The male has glossy bright green upperparts. His throat and chest are matt black, bordered with blue-green. The flanks are bright green, and the black of the chest tapers onto the belly.
The female black-throated mango has bronze-green upperparts and white underparts with a black central stripe. Immature birds show some grey or buff feather tips on the head and wings, and have brown around the eyes.
The call of the black-throated mango is a high-pitched tsiuck, and the song is a buzzing hsl-hsl-hsl-hsl-hsl-hsl-hsl.
It is very similar to the closely related green-breasted mango. Although the male black-throated mango has more extensive black on the underparts, this and other plumage differences are not always easy to confirm in the field because the birds appear all-black. The females of the two species can be almost inseparable, although the black-throated lacks the more extensively coppery upperpart of its relative.
It breeds from Panama south to northeastern Bolivia, southern Brazil and northern Argentina. It is also common on both Trinidad and Tobago. It is a local or seasonal migrant, with some birds moving up to 1000 miles, although its movements are not well understood.
It inhabits open country, gardens and cultivation. Though it will adapt to human activity, it seems less of a generalist than for example the gilded sapphire (Hylocharis chrysura ) or the sapphire-spangled emerald (Amazilia lactea ).
The food of this species is nectar, often taken from the flowers of large trees. This hummingbird is also notably insectivorous, often hovering in open areas to catch flying insects. It appears to be somewhat picky regarding favorite foodplants and often does not visit ornamental plants popular with many other hummingbirds, such as Erythrina speciosa or Stifftia chrysantha ; certain ornamental Bignoniaceae like the fountain tree (Spathodea campanulata ) seem more to this bird's liking. They also feed off of the flowers of Palicourea crocea. While feeding, it has been observed to dominate over a glittering-bellied emerald (Chlorostilbon lucidus ) and to be displaced by a gilded hummingbird, both considerably smaller species.
The black-throated mango's breeding season lasts almost year-round in most of its range. It builds a tiny cup nest on a high, thin, and usually bare branch.
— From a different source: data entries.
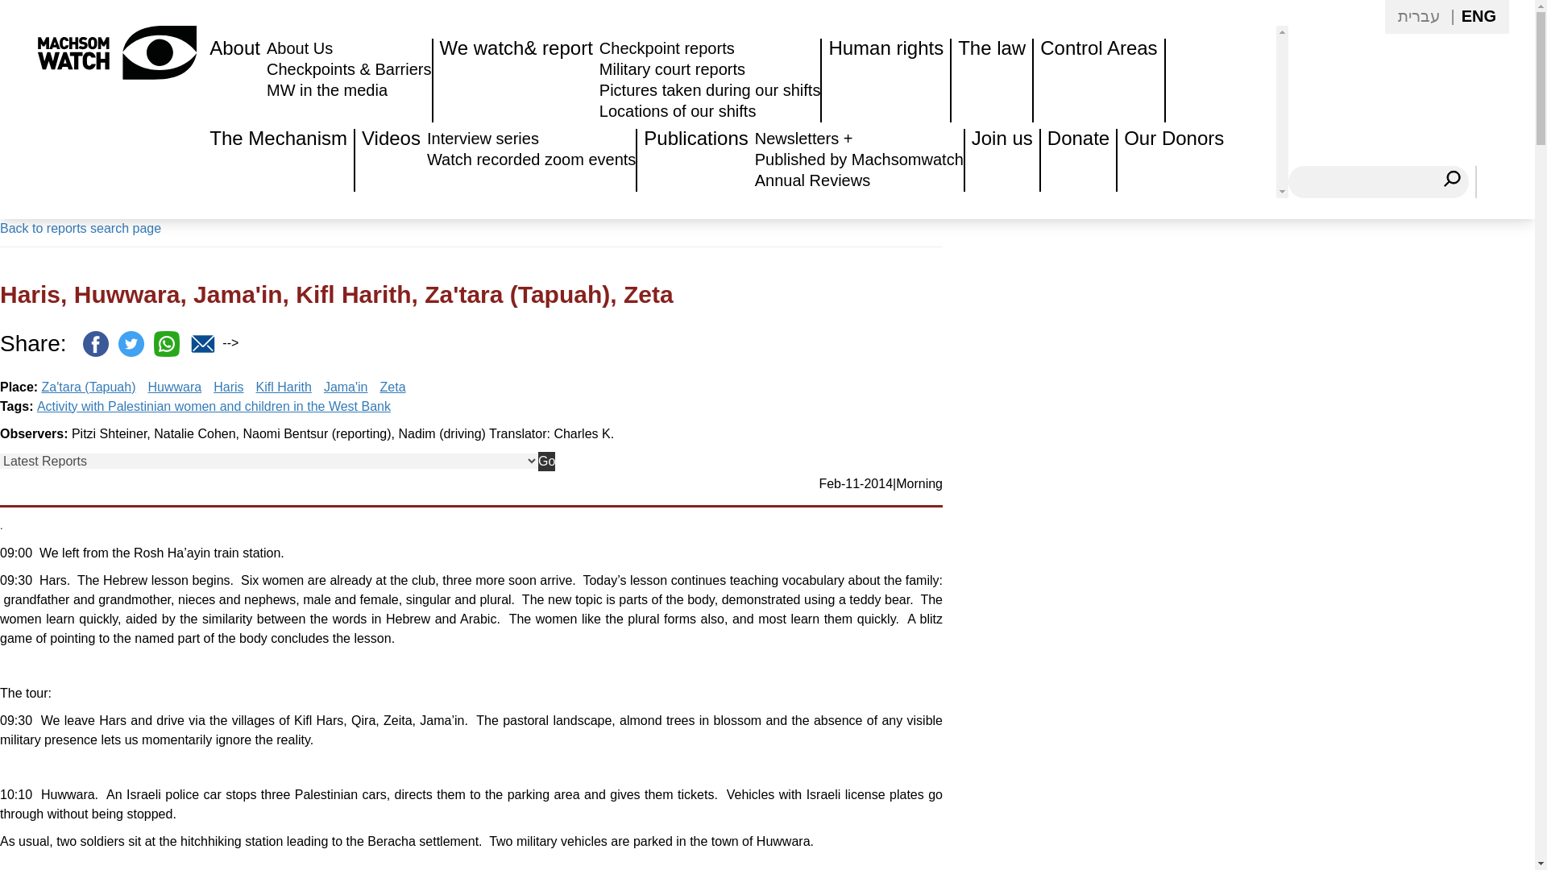 Image resolution: width=1547 pixels, height=870 pixels. Describe the element at coordinates (21, 10) in the screenshot. I see `Search` at that location.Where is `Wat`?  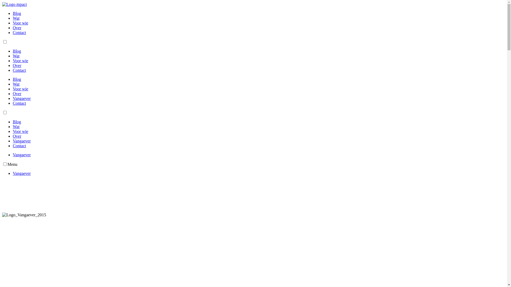 Wat is located at coordinates (16, 84).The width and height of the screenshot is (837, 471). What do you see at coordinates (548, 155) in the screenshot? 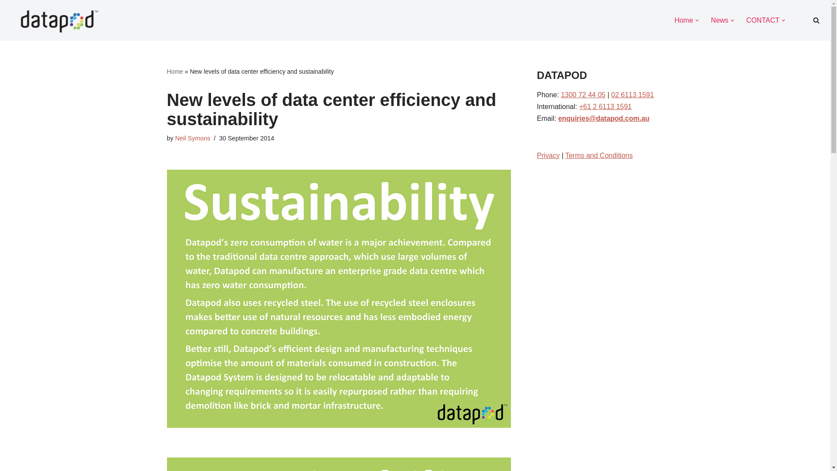
I see `Privacy` at bounding box center [548, 155].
For this it uses fluff like seed down, cladding the outside with lichen. Nests are maybe 35–40 mm wide and 25–30 mm tall on the outside and some 25 mm wide and 10–15 mm deep inside. The two all-white eggs measure c.15 by 9.5 mm. They are incubated by the female for 16 or 17 days, and fledging takes another 24.
At a black-throated mango nest in Cuyabeno Faunistic Reserve, Ecuador, it was noted that the tree was beset with Pseudomyrmex stinging ants. This was also noted at a green-breasted mango nest on San Andrés Island in the Colombian Caribbean. It is likely that the ants would deter predators, but it is not known whether the birds deliberately select such trees for nesting.